I include my encounter with the National Theatre Live production of George Bernard Shaw’s Mrs. Warren’s Profession as being part of my theatregoing diary for three main reasons. First, I’m staunch in my resolve that my engagement with what I have elsewhere called “remote theatre” stands as an essential, legitimate and valuable part of my theatregoing practice. Next, I chose to attend this presentation not because I wanted to see a movie but because I wanted to see a this production of this play. Finally, thanks to the NTLive production apparatus (and the sniffling, snoring, and candy-crinkling behavior of my fellow audience members), my experience of this presentation felt very much like a theatregoing experience. But to turn to the production itself: director Dominic Cooke’s decision to present the play’s series of scenes on a simple, ever-so-slightly raked round platform introduces a compelling measure of visual abstraction, which was amplified by his introduction of a “chorus” of sorts — eight or maybe ten women, of varied ages and races and body types, all attired in bedclothes — to elegantly enact the silent labor of scenic transitions. The intermittent but watchful presence of these laboring women recasts the play’s emphatically abstracted ruminations about the economics/ethics/morality/etcetera of the labor of sex work into a different theatrical register.
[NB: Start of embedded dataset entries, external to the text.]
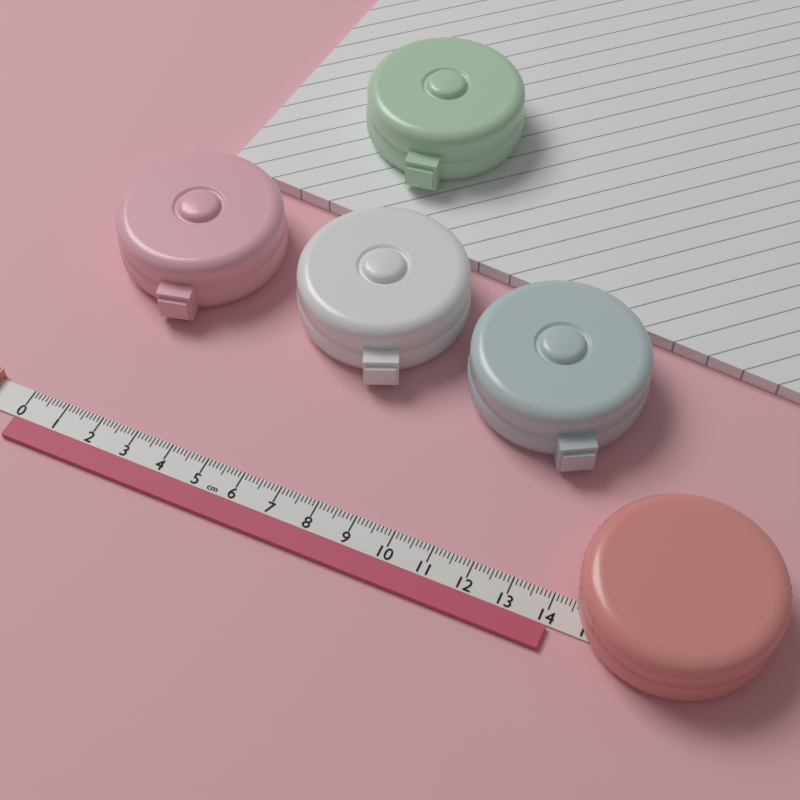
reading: 14.1 cm
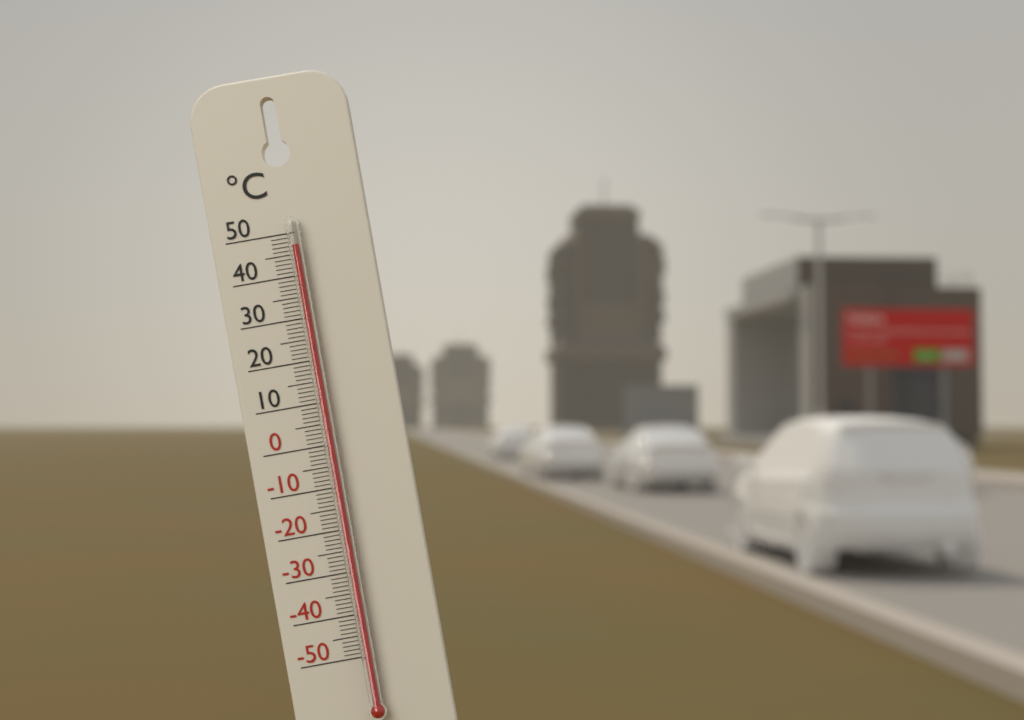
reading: 47 °C
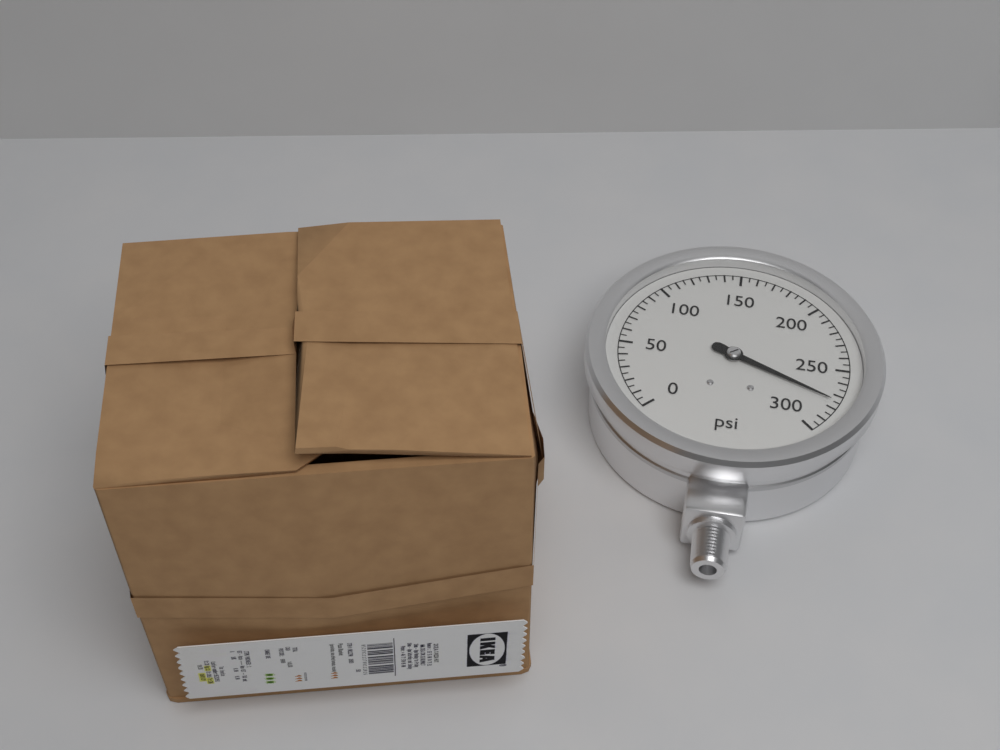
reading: 275 psi
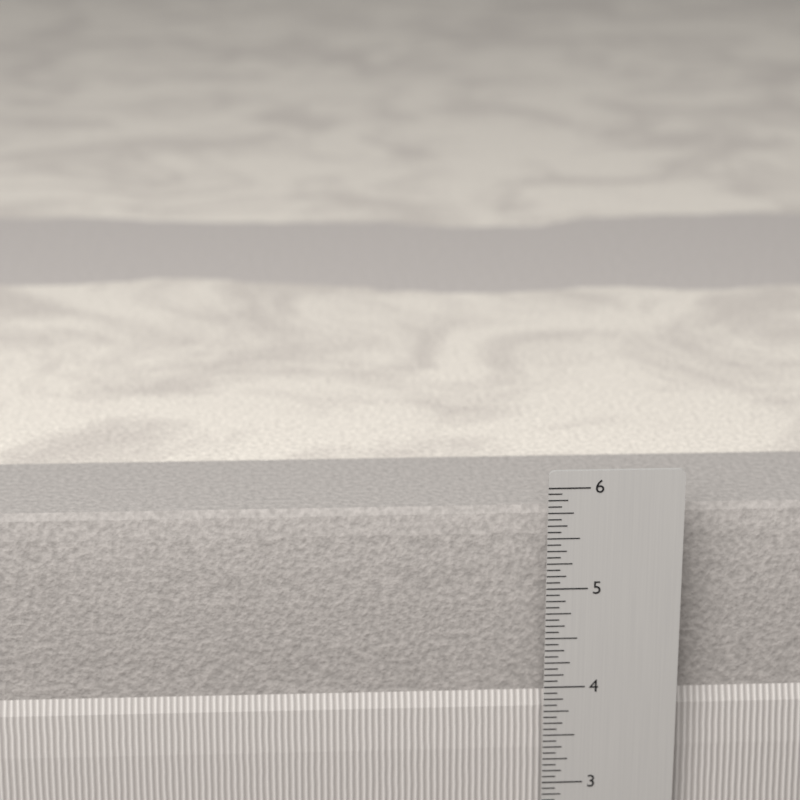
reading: 5.6250 in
Indeed, this simple — some might say gimmicky — production conceit, in tandem with the expertise of the actors, allowed me to both hear and feel new textures in a play that I know and admire quite well. I left the Princeton Garden Theatre abuzz — with emotions, with ideas, with excitement. Which is what I crave from theatregoing, whether in person or “remote.”
See also:
Seen & Heard International’s Jim Pritchard reflects on how Mrs. Warren’s Profession is “[p]erhaps the play is of its time, particularly having stuck with setting it in its time [with] arguments [that] provide much food for thought and resonate through to 2025”;
The Scoop’s Lisa Parsons praises Cooke’s directorial conceit for “ask[ing] us to look beyond the obvious to the realities lurking in the shadows.”
TRANSPARENCY DISCLOSURES for #251201: Tim Murphy is a longtime pal. I serve on the board at ClubbedThumb. Alexander Picoult is among my current Princeton advisees.
With only the very occasional exception, I do not include in this newsletter extended commentary on works presented on campus by current (or even recently graduated) Princeton students. Even so, I do want to embrace the opportunity to highlight the work being done by this rising cohort of theatremakers and also to document, even if only briefly, the relevance of their work to my general theatregoing flow.
If you find you need a refreshed “gift link” to this article, please don’t hesitate to reach out.